The article from which this excerpt is taken, “Stopping the Industrial Hydra: Revolution Against the Megamachine,” appeared in our Winter 1990 issue. It provides analyses of the Exxon Valdez oil spill of March 1989 from the standpoint of a global criticism of industrial capitalist society.
The Valdez was the source of the worst oil spill to that date in U.S. history, spilling eleven million gallons into Alaska’s Prince William Sound, where it ran aground.
Bradford’s article deals with global economics, disaster as an essential part of the functioning of industrial capitalism, and the necessity of individual and collective revolt against the megamachine. The excerpt details the absolute failure of the authoritarian left to solve, or even understand, the root problems inherent in modern industrialized civilization.
The complete article is available at https://www.fifthestate.org/archive/333-winter-1990/stopping-the-industrial-hydra/
Despite numerous insights into commodities and the market economy, the left historically has always embraced the industrial, energy-intensive system originally generated by private capitalism as a progressive force that would lay the basis for a free and abundant society.
According to this schema, humanity has always lacked the technological basis for freedom that industrial capitalism, for all its negative aspects, would create. Once that basis was laid, a revolution would usher in communism (or a “post-scarcity” society) using many of the wonders of technology that were capitalism’s “progressive” legacy. Presently, capitalism has allegedly outlived its progressive role and now functions as a brake on genuine development.
Hence, it is the role of the left to rationalize, modernize, and ultimately humanize the industrial environment through socialization, collectivization and participatory management of mass technics. In fact, in societies where the bourgeois class was incapable of creating the basic structures of capitalism—urban-industrial-energy development, mass production of consumer goods, mass communications, state centralization, etc.—the left, through national revolution and state-managed economies, fulfilled the historic mission of the bourgeoisie.
In the leftist model (shared by Leninist and social democratic marxists, as well as by anarcho-syndicalists and even social ecologists), the real progressive promise of industrialization and mechanization is being thwarted by private capitalism and state socialism. But under the collective management of the workers, the industrial apparatus and the entire society can be administered safely and democratically.
According to this view, present dangers and disasters do not flow from contradictions inherent in mass technics (a view considered to reflect the mistake of “technological determinism”), but rather from capitalist greed or bourgeois mismanagement—not from the “forces of production” (to use the marxist terminology) but from the separate “relations of production.”
The left, blinded by a focus on what are seen as purely economic relations, challenges only the forms and not the material, cultural and subjective content of modern industrialism. It fails to examine the view—one it shares with bourgeois liberalism—that human freedom is based necessarily on a material plenitude of goods and services. Parroting their prophet, marxists argue that the “appropriation” by the workers of the “instruments of production” represents “the development of a totality of capacities in the individuals themselves.”
Conquest of the “realm of necessity” (read: conquest of nature) will usher in the “realm of freedom.” In this view, the material development of industrial society (the “productive forces”) will make possible the abolition of the division of labor; “the domination of circumstances and chance over individuals” will be replaced “by the domination of individuals over chance and necessity” (Marx and Engels, The German Ideology).
Mastery of nature by means of workers councils and scientific management will put an end to oil spills. [or, so the argument goes]. Thus, if mass technics confront the workers as an alien power, it is because the apparatus is controlled by the capitalist ruling class, not because such technics are themselves uncontrollable.
This ideology, accompanied usually by fantasies of global computer networks and the complete automation of all onerous tasks (machines making machines making machines to strip-mine the coal and drill the oil and manufacture the plastics, etc.), cannot understand either the necessity for strict and vast compartmentalization of tasks and expertise, or the resulting social opacity and stratification and the impossibility of making coherent decisions in such a context.
Unforeseen consequences, be they local or global, social or ecological, are discounted along with the inevitable errors, miscalculations, and disasters. Technological decisions implying massive intervention into nature are treated as mere logic problems or technical puzzles which workers can solve through their computer networks.
Such a view, rooted in the nineteenth century technological and scientific optimism that the workers’ movement shared with the bourgeoisie, does not recognize the matrix of forces that has now come to characterize modern civilization—the convergence of commodity relations, mass communications, urbanization and mass technics, along with the rise of interlocking, rival nuclear-cybernetic states into a global megamachine.
David Watson is the author of Beyond Bookchin: Preface for a Future Social Ecology (1996), copies of which he will donate to anyone willing to ship them to Rojava; and Against the Megamachine (1997), from which this essay is excerpted.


Task details: What the task needs is the data below, written out verbatim.

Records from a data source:

+ + +

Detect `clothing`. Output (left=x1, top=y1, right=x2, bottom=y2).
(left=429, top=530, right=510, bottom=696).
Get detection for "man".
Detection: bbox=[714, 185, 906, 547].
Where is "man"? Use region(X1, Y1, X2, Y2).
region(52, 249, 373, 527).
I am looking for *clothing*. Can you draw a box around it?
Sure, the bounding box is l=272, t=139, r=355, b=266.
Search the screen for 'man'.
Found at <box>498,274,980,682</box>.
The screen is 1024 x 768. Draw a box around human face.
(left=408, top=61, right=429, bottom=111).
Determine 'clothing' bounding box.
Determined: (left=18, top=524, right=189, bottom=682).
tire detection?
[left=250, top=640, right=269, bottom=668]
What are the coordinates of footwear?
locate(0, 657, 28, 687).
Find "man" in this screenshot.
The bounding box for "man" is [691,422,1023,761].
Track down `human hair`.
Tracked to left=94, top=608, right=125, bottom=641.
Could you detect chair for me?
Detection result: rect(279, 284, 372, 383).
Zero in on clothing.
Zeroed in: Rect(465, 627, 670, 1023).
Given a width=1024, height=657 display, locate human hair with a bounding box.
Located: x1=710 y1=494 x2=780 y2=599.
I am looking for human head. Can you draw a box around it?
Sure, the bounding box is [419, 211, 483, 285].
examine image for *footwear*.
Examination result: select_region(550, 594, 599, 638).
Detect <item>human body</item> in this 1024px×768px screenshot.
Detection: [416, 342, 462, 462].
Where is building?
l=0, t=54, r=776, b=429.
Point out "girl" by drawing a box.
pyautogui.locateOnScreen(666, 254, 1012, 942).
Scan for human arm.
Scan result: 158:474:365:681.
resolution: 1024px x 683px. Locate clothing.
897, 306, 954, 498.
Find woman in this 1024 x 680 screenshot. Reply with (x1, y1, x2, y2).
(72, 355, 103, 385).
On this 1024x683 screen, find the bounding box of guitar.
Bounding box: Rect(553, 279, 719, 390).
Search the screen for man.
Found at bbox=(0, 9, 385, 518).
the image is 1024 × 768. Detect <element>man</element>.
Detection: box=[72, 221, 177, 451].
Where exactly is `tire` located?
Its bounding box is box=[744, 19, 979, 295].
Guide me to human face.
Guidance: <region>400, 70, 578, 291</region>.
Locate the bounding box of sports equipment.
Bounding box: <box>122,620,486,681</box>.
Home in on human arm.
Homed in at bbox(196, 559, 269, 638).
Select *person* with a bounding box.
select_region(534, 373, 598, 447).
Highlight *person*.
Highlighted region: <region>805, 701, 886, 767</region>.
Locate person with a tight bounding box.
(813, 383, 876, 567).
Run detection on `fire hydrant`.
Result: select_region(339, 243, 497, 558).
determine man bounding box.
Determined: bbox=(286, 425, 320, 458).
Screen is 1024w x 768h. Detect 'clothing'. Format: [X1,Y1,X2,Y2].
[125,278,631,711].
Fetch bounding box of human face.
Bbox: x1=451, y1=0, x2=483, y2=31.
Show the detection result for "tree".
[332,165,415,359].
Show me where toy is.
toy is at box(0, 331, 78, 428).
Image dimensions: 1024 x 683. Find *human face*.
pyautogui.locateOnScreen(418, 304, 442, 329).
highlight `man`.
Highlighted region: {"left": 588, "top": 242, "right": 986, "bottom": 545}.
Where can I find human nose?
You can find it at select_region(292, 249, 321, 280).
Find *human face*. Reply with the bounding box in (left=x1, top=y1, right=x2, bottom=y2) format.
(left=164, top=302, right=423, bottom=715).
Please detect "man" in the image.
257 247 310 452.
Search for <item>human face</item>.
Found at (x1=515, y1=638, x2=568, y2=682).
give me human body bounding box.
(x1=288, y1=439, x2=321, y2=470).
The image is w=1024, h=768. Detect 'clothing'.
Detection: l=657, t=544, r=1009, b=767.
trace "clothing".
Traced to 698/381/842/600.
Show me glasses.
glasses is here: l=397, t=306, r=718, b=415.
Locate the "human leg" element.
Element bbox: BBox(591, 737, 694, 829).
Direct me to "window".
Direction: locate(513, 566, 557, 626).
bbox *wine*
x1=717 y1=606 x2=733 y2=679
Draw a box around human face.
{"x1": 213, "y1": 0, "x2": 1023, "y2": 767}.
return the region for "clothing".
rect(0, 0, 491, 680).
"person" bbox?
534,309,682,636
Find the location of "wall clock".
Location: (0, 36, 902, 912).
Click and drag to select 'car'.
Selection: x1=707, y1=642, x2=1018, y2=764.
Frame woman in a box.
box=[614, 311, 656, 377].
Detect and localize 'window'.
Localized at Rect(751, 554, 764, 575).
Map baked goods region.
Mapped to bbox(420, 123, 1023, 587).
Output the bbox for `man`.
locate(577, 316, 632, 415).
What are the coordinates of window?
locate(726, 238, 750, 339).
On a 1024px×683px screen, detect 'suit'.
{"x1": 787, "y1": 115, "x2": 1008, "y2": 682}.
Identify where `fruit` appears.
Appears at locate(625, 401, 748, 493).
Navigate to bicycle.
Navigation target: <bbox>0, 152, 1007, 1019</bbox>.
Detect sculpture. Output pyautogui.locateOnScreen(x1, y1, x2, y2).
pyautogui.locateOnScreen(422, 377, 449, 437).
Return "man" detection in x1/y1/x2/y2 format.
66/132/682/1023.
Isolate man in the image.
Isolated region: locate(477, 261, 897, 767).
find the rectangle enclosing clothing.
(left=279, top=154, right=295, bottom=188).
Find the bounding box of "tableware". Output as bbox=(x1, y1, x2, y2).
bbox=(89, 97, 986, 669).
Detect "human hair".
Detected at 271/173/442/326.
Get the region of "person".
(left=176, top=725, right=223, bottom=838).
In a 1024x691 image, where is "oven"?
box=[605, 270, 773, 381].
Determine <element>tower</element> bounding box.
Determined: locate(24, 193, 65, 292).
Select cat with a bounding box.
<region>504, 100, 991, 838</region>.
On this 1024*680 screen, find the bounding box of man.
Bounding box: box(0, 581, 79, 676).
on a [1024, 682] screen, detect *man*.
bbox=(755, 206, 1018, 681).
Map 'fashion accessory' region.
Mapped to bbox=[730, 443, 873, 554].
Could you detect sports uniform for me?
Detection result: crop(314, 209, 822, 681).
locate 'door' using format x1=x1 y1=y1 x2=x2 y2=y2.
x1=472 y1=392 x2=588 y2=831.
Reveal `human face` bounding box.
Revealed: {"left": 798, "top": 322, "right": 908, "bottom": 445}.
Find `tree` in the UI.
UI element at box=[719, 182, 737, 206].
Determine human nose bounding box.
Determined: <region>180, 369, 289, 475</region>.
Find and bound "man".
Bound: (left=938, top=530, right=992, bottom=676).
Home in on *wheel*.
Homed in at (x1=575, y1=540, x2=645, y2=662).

+ + +

Answer box:
Detect `clothing`. Output (left=x1, top=y1, right=x2, bottom=y2).
(left=429, top=530, right=510, bottom=696).
Get detection for "man".
Detection: bbox=[714, 185, 906, 547].
Where is "man"? Use region(X1, Y1, X2, Y2).
region(52, 249, 373, 527).
I am looking for *clothing*. Can you draw a box around it?
Sure, the bounding box is l=272, t=139, r=355, b=266.
Search the screen for 'man'.
Found at <box>498,274,980,682</box>.
The screen is 1024 x 768. Draw a box around human face.
(left=408, top=61, right=429, bottom=111).
Determine 'clothing' bounding box.
Determined: (left=18, top=524, right=189, bottom=682).
tire detection?
[left=250, top=640, right=269, bottom=668]
What are the coordinates of footwear?
locate(0, 657, 28, 687).
Find "man" in this screenshot.
The bounding box for "man" is [691,422,1023,761].
Track down `human hair`.
Tracked to left=94, top=608, right=125, bottom=641.
Could you detect chair for me?
Detection result: rect(279, 284, 372, 383).
Zero in on clothing.
Zeroed in: Rect(465, 627, 670, 1023).
Given a width=1024, height=657 display, locate human hair with a bounding box.
Located: x1=710 y1=494 x2=780 y2=599.
I am looking for human head. Can you draw a box around it?
Sure, the bounding box is [419, 211, 483, 285].
examine image for *footwear*.
Examination result: select_region(550, 594, 599, 638).
Detect <item>human body</item> in this 1024px×768px screenshot.
Detection: [416, 342, 462, 462].
Where is building?
l=0, t=54, r=776, b=429.
Point out "girl" by drawing a box.
pyautogui.locateOnScreen(666, 254, 1012, 942).
Scan for human arm.
Scan result: 158:474:365:681.
resolution: 1024px x 683px. Locate clothing.
897, 306, 954, 498.
Find woman in this 1024 x 680 screenshot. Reply with (x1, y1, x2, y2).
(72, 355, 103, 385).
On this 1024x683 screen, find the bounding box of guitar.
Bounding box: Rect(553, 279, 719, 390).
Search the screen for man.
Found at bbox=(0, 9, 385, 518).
the image is 1024 × 768. Detect <element>man</element>.
Detection: box=[72, 221, 177, 451].
Where exactly is `tire` located?
Its bounding box is box=[744, 19, 979, 295].
Guide me to human face.
Guidance: <region>400, 70, 578, 291</region>.
Locate the bounding box of sports equipment.
Bounding box: <box>122,620,486,681</box>.
Home in on human arm.
Homed in at bbox(196, 559, 269, 638).
Select *person* with a bounding box.
select_region(534, 373, 598, 447).
Highlight *person*.
Highlighted region: <region>805, 701, 886, 767</region>.
Locate person with a tight bounding box.
(813, 383, 876, 567).
Run detection on `fire hydrant`.
Result: select_region(339, 243, 497, 558).
determine man bounding box.
Determined: bbox=(286, 425, 320, 458).
Screen is 1024w x 768h. Detect 'clothing'. Format: [X1,Y1,X2,Y2].
[125,278,631,711].
Fetch bounding box of human face.
Bbox: x1=451, y1=0, x2=483, y2=31.
Show the detection result for "tree".
[332,165,415,359].
Show me where toy is.
toy is at box(0, 331, 78, 428).
Image dimensions: 1024 x 683. Find *human face*.
pyautogui.locateOnScreen(418, 304, 442, 329).
highlight `man`.
Highlighted region: {"left": 588, "top": 242, "right": 986, "bottom": 545}.
Where can I find human nose?
You can find it at select_region(292, 249, 321, 280).
Find *human face*. Reply with the bounding box in (left=x1, top=y1, right=x2, bottom=y2) format.
(left=164, top=302, right=423, bottom=715).
Please detect "man" in the image.
257 247 310 452.
Search for <item>human face</item>.
Found at (x1=515, y1=638, x2=568, y2=682).
give me human body bounding box.
(x1=288, y1=439, x2=321, y2=470).
The image is w=1024, h=768. Detect 'clothing'.
Detection: l=657, t=544, r=1009, b=767.
trace "clothing".
Traced to 698/381/842/600.
Show me glasses.
glasses is here: l=397, t=306, r=718, b=415.
Locate the "human leg" element.
Element bbox: BBox(591, 737, 694, 829).
Direct me to "window".
Direction: locate(513, 566, 557, 626).
bbox *wine*
x1=717 y1=606 x2=733 y2=679
Draw a box around human face.
{"x1": 213, "y1": 0, "x2": 1023, "y2": 767}.
return the region for "clothing".
rect(0, 0, 491, 680).
"person" bbox?
534,309,682,636
Find the location of "wall clock".
Location: (0, 36, 902, 912).
Click and drag to select 'car'.
Selection: x1=707, y1=642, x2=1018, y2=764.
Frame woman in a box.
box=[614, 311, 656, 377].
Detect and localize 'window'.
Localized at Rect(751, 554, 764, 575).
Map baked goods region.
Mapped to bbox(420, 123, 1023, 587).
Output the bbox for `man`.
locate(577, 316, 632, 415).
What are the coordinates of window?
locate(726, 238, 750, 339).
On a 1024px×683px screen, detect 'suit'.
{"x1": 787, "y1": 115, "x2": 1008, "y2": 682}.
Identify where `fruit` appears.
Appears at locate(625, 401, 748, 493).
Navigate to bicycle.
Navigation target: <bbox>0, 152, 1007, 1019</bbox>.
Detect sculpture. Output pyautogui.locateOnScreen(x1, y1, x2, y2).
pyautogui.locateOnScreen(422, 377, 449, 437).
Return "man" detection in x1/y1/x2/y2 format.
66/132/682/1023.
Isolate man in the image.
Isolated region: locate(477, 261, 897, 767).
find the rectangle enclosing clothing.
(left=279, top=154, right=295, bottom=188).
Find the bounding box of "tableware". Output as bbox=(x1, y1, x2, y2).
bbox=(89, 97, 986, 669).
Detect "human hair".
Detected at 271/173/442/326.
Get the region of "person".
(left=176, top=725, right=223, bottom=838).
In a 1024x691 image, where is "oven"?
box=[605, 270, 773, 381].
Determine <element>tower</element> bounding box.
Determined: locate(24, 193, 65, 292).
Select cat with a bounding box.
<region>504, 100, 991, 838</region>.
On this 1024*680 screen, find the bounding box of man.
Bounding box: box(0, 581, 79, 676).
on a [1024, 682] screen, detect *man*.
bbox=(755, 206, 1018, 681).
Map 'fashion accessory' region.
Mapped to bbox=[730, 443, 873, 554].
Could you detect sports uniform for me?
Detection result: crop(314, 209, 822, 681).
locate 'door' using format x1=x1 y1=y1 x2=x2 y2=y2.
x1=472 y1=392 x2=588 y2=831.
Reveal `human face` bounding box.
Revealed: {"left": 798, "top": 322, "right": 908, "bottom": 445}.
Find `tree` in the UI.
UI element at box=[719, 182, 737, 206].
Determine human nose bounding box.
Determined: <region>180, 369, 289, 475</region>.
Find and bound "man".
Bound: (left=938, top=530, right=992, bottom=676).
Home in on *wheel*.
Homed in at (x1=575, y1=540, x2=645, y2=662).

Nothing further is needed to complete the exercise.